Step 4: Verify Your Own Calculations
Don't trust the platform's verification page. Do it yourself. Here's the exact algorithm most blockchain poker sites use:
- Combine server seed + client seed + nonce (incrementing counter)
- Hash with SHA-256
- Convert hash to a number
- Map number to a card (modulo 52, with rejection sampling for fairness)
On ChainPoker, you can see this mapping in their documentation.
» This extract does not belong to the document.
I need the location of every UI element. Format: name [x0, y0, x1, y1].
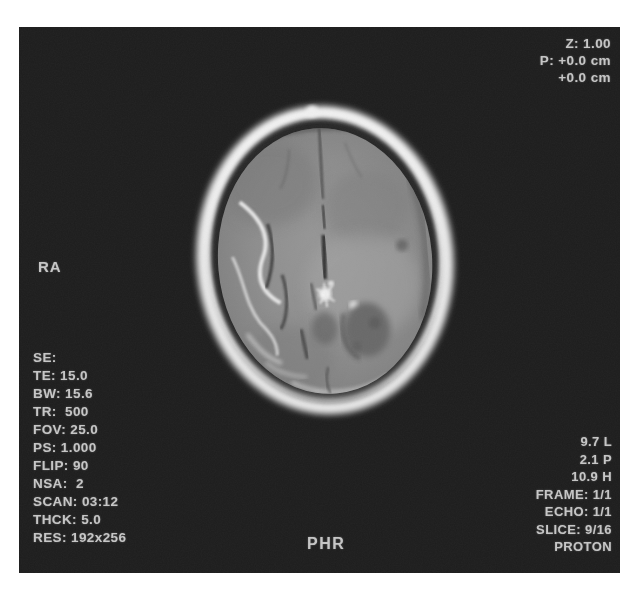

I've written a small script that replays old hands from the seed data to confirm the cards were determined correctly:
// Simplified card mapping
function seedToCard(seed, clientSeed, nonce) {
const hash = crypto.createHmac('sha256', seed)
.update(clientSeed + nonce)
.digest('hex');
const value = parseInt(hash.substring(0, 8), 16);
const cardIndex = value % 52;
return cardIndex; // 0-51 maps to specific card
}
The Red Flags I Watch For
After hundreds of sessions, here's what I've learned to spot:
π© Platform won't let you set your own client seed
Walk away. They control all randomness.
π© No pre-hand hash displayed
They're not committing to randomness before the deal.
π© Seeds change mid-session without notice
Should only change when you request it.
π© Can't export hand histories in bulk
You need data to run your own tests.
Final Checklist (Print This)
Before each session:
- [ ] Set new client seed using
openssl - [ ] Copy and save server seed hash
- [ ] Verify first 5 hands manually
- [ ] Run weekly chi-squared test on 1000+ hands
- [ ] Compare pre-hand hashes for any hand you suspect
Blockchain poker isn't automatically fair. But with these steps, you can actually prove it's fairβor catch it if it's not. I sleep better knowing I've checked the math myself.
Start with a small deposit on ChainPoker to test their verification system before moving serious money. The verification tools are in your account settings, and the process takes about 5 minutes your first time.